This is a brief tutorial to get started with Hyperledger fabric, one of the most popular private blockchain (sorry, hashchain) platforms. Corrections and additional requests are welcomed. The main and official tutorial is available at https://hyperledger-fabric.readthedocs.io/en/latest/chaincode4ade.html and here we provide some additional comments.
- We need to have curl available, which comes in most all Linux distributions. Check with:
> curl --version
curl 7.59.0 ...
-
If we don't yet have it, install Go language.
-
If we don't yet have it, install Docker and Docker Compose.
Official guidelines at https://hyperledger-fabric.readthedocs.io/en/latest/install.html will ask us to run some script from the Internet, something like curl -sSL http://bit.ly/2ysbOFE | bash -s 1.4.0-rc1
which points to something like https://raw.githubusercontent.com/hyperledger/fabric/master/scripts/bootstrap.sh
.
Running scripts from the Internet can be harmful, so we must be careful. As a general rule, we should not mix our development environment with the one we use for personal things, banking etc.

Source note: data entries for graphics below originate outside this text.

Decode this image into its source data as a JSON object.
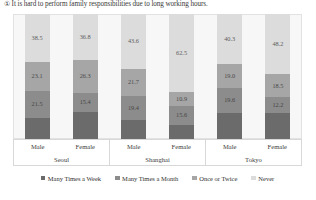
{
  "figure": {
    "title": "① It is hard to perform family responsibilities due to long working hours."
  },
  "legend": {
    "items": [
      {
        "label": "Many Times a Week",
        "color": "#6b6b6b",
        "icon": "square-swatch-icon"
      },
      {
        "label": "Many Times a Month",
        "color": "#8c8c8c",
        "icon": "square-swatch-icon"
      },
      {
        "label": "Once or Twice",
        "color": "#a6a6a6",
        "icon": "square-swatch-icon"
      },
      {
        "label": "Never",
        "color": "#dcdcdc",
        "icon": "square-swatch-icon"
      }
    ]
  },
  "axis": {
    "groups": [
      {
        "city": "Seoul",
        "sexes": [
          "Male",
          "Female"
        ]
      },
      {
        "city": "Shanghai",
        "sexes": [
          "Male",
          "Female"
        ]
      },
      {
        "city": "Tokyo",
        "sexes": [
          "Male",
          "Female"
        ]
      }
    ]
  },
  "chart_data": {
    "type": "bar",
    "title": "① It is hard to perform family responsibilities due to long working hours.",
    "subtype": "100% stacked bar",
    "xlabel": "",
    "ylabel": "",
    "ylim": [
      0,
      100
    ],
    "grid": false,
    "legend_position": "bottom",
    "categories": [
      "Seoul Male",
      "Seoul Female",
      "Shanghai Male",
      "Shanghai Female",
      "Tokyo Male",
      "Tokyo Female"
    ],
    "series": [
      {
        "name": "Many Times a Week",
        "color": "#6b6b6b",
        "values": [
          16.9,
          21.5,
          15.3,
          11.0,
          21.1,
          21.1
        ]
      },
      {
        "name": "Many Times a Month",
        "color": "#8c8c8c",
        "values": [
          21.5,
          15.4,
          19.4,
          15.6,
          19.6,
          12.2
        ]
      },
      {
        "name": "Once or Twice",
        "color": "#a6a6a6",
        "values": [
          23.1,
          26.3,
          21.7,
          10.9,
          19.0,
          18.5
        ]
      },
      {
        "name": "Never",
        "color": "#dcdcdc",
        "values": [
          38.5,
          36.8,
          43.6,
          62.5,
          40.3,
          48.2
        ]
      }
    ],
    "bars": [
      {
        "group": "Seoul",
        "sex": "Male",
        "segments": [
          {
            "label": "Never",
            "value": 38.5,
            "display": "38.5"
          },
          {
            "label": "Once or Twice",
            "value": 23.1,
            "display": "23.1"
          },
          {
            "label": "Many Times a Month",
            "value": 21.5,
            "display": "21.5"
          },
          {
            "label": "Many Times a Week",
            "value": 16.9,
            "display": ""
          }
        ]
      },
      {
        "group": "Seoul",
        "sex": "Female",
        "segments": [
          {
            "label": "Never",
            "value": 36.8,
            "display": "36.8"
          },
          {
            "label": "Once or Twice",
            "value": 26.3,
            "display": "26.3"
          },
          {
            "label": "Many Times a Month",
            "value": 15.4,
            "display": "15.4"
          },
          {
            "label": "Many Times a Week",
            "value": 21.5,
            "display": ""
          }
        ]
      },
      {
        "group": "Shanghai",
        "sex": "Male",
        "segments": [
          {
            "label": "Never",
            "value": 43.6,
            "display": "43.6"
          },
          {
            "label": "Once or Twice",
            "value": 21.7,
            "display": "21.7"
          },
          {
            "label": "Many Times a Month",
            "value": 19.4,
            "display": "19.4"
          },
          {
            "label": "Many Times a Week",
            "value": 15.3,
            "display": ""
          }
        ]
      },
      {
        "group": "Shanghai",
        "sex": "Female",
        "segments": [
          {
            "label": "Never",
            "value": 62.5,
            "display": "62.5"
          },
          {
            "label": "Once or Twice",
            "value": 10.9,
            "display": "10.9"
          },
          {
            "label": "Many Times a Month",
            "value": 15.6,
            "display": "15.6"
          },
          {
            "label": "Many Times a Week",
            "value": 11.0,
            "display": ""
          }
        ]
      },
      {
        "group": "Tokyo",
        "sex": "Male",
        "segments": [
          {
            "label": "Never",
            "value": 40.3,
            "display": "40.3"
          },
          {
            "label": "Once or Twice",
            "value": 19.0,
            "display": "19.0"
          },
          {
            "label": "Many Times a Month",
            "value": 19.6,
            "display": "19.6"
          },
          {
            "label": "Many Times a Week",
            "value": 21.1,
            "display": ""
          }
        ]
      },
      {
        "group": "Tokyo",
        "sex": "Female",
        "segments": [
          {
            "label": "Never",
            "value": 48.2,
            "display": "48.2"
          },
          {
            "label": "Once or Twice",
            "value": 18.5,
            "display": "18.5"
          },
          {
            "label": "Many Times a Month",
            "value": 12.2,
            "display": "12.2"
          },
          {
            "label": "Many Times a Week",
            "value": 21.1,
            "display": ""
          }
        ]
      }
    ]
  }
}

As we will come to see, lots of preparation work is running various scripts as there are currently no prepared packages that would abstract this away. Anyhow, this script will automatically:
- clone
fabric-samples
repository to your current directory; - download several binaries to a
/bin
subdirectory (configtxgen, configtxlator, cryptogen, discover, fabric-ca-client, get-docker-images.sh, demixgen, orderer, peer), which are used for various things in fabric, for examplecryptogen
is used to create test certificates and signing keys ; - download several docker images and yaml files, all in all up to several GB for fabric v1.4, so be prepared:
REPOSITORY SIZE SHARED SIZE UNIQUE SIZE
docker.io/hyperledger/fabric-javaenv 1.756 GB 1.389 GB 367.7 MB
docker.io/hyperledger/fabric-tools 1.56 GB 1.389 GB 171.3 MB
docker.io/hyperledger/fabric-ca 243.7 MB 123.7 MB 120 MB
docker.io/hyperledger/fabric-ccenv 1.426 GB 1.389 GB 37.13 MB
docker.io/hyperledger/fabric-orderer 149.9 MB 123.7 MB 26.22 MB
docker.io/hyperledger/fabric-peer 156.5 MB 123.7 MB 32.86 MB
docker.io/hyperledger/fabric-zookeeper 1.432 GB 1.389 GB 43.78 MB
docker.io/hyperledger/fabric-kafka 1.442 GB 1.389 GB 53.8 MB
docker.io/hyperledger/fabric-couchdb 1.495 GB 1.389 GB 106.9 MB
In the end, we end up with 100 files in these directories ( 40 of them):
.
├── balance-transfer
│ ├── app
│ ├── artifacts
│ └── typescript
├── basic-network
│ ├── config
│ └── crypto-config
├── bin
├── chaincode
│ ├── abac
│ ├── chaincode_example02
│ ├── fabcar
│ ├── marbles02
│ ├── marbles02_private
│ └── sacc
├── chaincode-docker-devmode
│ ├── chaincode
│ └── msp
├── commercial-paper
│ └── organization
├── config
├── fabcar
│ ├── javascript
│ ├── javascript-low-level
│ └── typescript
├── fabric-ca
│ └── scripts
├── first-network
│ ├── base
│ ├── channel-artifacts
│ ├── org3-artifacts
│ └── scripts
├── high-throughput
│ ├── chaincode
│ └── scripts
└── scripts
└── Jenkins_Scripts
As we can see, there's lots of material to get us up to speed, but each example use-case could take quite sime time to study.
Let's continue with the Hyperledger fabric intro tutorial "Chaincode for Developers", officially described at https://hyperledger-fabric.readthedocs.io/en/latest/chaincode4ade.html and provide some more context along the way.
What will we do:
-
Prepare a simple chaincode (a.k.a. a smart contract) written in Go in
sacc.go
, that will store a value on the blockchain and later read that value back. -
Create the network chaincodedockerdevmode_default with 4 services (orderer, peer, cli, chaincode). It will keep our terminal window busy with various logs, so we will only observe this window later.
docker-compose -f docker-compose-simple.yaml up
-
Start our chaincode in the second terminal.
docker exec -it chaincode bash
-
Interact with our chaincode through the third terminal.